Friday, April 12, 2024

The Vision (4.12.24): God is greater than our heart

 


Image: North Garden, Virginia Landscape, painting, John Borden Evans, on display at the Petite MarieBette Café & Bakery, Charlottesville, Virginia.

Note: Devotion based on last Sunday's sermon on 1 John 3:18-24.

For if our heart condemn us, God is greater than our heart, and knoweth all things (1 John 3:20).

John raises in this verse a teaching that is meant to be applied to the Christian with an especially sensitive conscience. What if I am a believer and I desire to do what is right in God’s sight, but I am still plagued by nagging worries, not thinking I have done enough for Christ in gratitude for salvation or perhaps thinking that what I have done has been for my own glory and not the glory of God, so that my heart (that center of my emotions, passions, thoughts, and reflections) is condemning me?

John the apostle’s response is truly something amazing.

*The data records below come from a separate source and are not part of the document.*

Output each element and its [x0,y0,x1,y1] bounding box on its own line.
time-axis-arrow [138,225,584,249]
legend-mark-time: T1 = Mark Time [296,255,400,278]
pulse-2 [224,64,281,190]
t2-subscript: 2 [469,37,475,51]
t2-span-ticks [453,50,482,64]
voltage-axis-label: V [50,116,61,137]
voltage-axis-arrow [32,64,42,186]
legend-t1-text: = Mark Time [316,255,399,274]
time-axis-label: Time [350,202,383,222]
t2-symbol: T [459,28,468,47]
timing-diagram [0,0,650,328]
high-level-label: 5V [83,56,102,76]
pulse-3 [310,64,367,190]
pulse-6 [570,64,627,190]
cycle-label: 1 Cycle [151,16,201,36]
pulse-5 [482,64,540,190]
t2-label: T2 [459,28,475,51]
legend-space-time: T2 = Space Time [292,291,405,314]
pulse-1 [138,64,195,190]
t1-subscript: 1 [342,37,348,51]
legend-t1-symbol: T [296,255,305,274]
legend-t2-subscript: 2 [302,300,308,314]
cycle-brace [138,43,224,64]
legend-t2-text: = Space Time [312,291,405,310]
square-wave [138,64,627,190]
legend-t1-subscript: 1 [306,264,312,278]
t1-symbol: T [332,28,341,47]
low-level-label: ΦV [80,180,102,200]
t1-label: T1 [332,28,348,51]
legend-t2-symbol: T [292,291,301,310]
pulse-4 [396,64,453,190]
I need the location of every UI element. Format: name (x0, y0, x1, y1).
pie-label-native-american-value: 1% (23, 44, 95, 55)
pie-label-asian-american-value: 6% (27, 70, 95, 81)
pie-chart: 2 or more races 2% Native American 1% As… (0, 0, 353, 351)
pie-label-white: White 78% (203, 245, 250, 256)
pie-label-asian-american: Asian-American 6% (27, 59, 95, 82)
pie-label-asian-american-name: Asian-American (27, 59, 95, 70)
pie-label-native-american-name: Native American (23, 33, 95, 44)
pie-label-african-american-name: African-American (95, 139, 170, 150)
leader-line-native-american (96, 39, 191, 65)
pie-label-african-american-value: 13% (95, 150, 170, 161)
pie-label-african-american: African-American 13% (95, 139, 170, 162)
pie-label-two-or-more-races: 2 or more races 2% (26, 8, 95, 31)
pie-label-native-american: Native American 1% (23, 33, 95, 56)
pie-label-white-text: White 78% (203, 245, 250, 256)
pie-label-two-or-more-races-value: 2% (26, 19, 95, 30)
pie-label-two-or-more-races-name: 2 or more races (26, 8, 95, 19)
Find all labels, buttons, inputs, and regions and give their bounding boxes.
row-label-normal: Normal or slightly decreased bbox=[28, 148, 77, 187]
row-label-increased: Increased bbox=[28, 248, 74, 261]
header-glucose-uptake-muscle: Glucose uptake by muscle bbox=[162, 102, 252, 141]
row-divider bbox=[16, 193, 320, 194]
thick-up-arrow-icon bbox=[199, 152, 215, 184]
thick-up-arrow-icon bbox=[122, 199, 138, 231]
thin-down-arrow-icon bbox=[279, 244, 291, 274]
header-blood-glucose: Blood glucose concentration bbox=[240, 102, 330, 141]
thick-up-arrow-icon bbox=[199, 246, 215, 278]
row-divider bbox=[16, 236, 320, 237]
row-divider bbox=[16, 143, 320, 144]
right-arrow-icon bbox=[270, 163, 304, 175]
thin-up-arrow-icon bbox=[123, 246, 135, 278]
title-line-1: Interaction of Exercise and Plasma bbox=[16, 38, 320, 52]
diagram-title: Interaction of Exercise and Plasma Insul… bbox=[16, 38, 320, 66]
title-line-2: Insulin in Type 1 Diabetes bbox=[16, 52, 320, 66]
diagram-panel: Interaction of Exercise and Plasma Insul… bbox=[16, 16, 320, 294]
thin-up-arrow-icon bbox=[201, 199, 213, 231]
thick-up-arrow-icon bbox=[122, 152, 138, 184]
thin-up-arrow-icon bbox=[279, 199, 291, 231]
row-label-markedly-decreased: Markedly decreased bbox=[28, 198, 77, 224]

He says, “God is greater than our hearts, and knoweth all things.” God is greater than the hyper-critical judgements of even our own hearts. He is omniscient. He knows all things. He knows your true motives and desires. He also remembers that you are but dust and that you have remaining corruptions within you. He knows that neither your salvation nor your final sanctification, in the end, depend upon you and your fitness, your ability, or your works, but it depends upon him alone.

This reminded me of a statement I recently saw on twitter attributed to Dr. Jim Renihan, “You can’t sin away God’s love.”

It also reminded me of a saying of Dr. Joel Beeke, “God has never torn up the birth certificate of any of his children.”

In Romans 8 Paul says that nothing, “shall be able to separate us from the love of God, which is in Christ Jesus our Lord” (v. 39). And John says, “God is greater than our heart.”

This is actually a quite dangerous statement, because it could be abused to promote “anti-nomianism” or lawlessness, the idea that how you live does not matter. But it could also be rightly used to give comfort and assurance to the Christian with an overly sensitive conscience. Your falling short of God’s glory and your self-condemnation cannot separate you from the love of God in Christ, because God himself is greater than your heart.

Grace and peace, Pastor Jeff Riddle

1 comment:

Phil Brown said...

I listened to this sermon the other day and found great help from it. Thank you for sharing your ministry to Christ Reformed Baptist Church with the rest of us.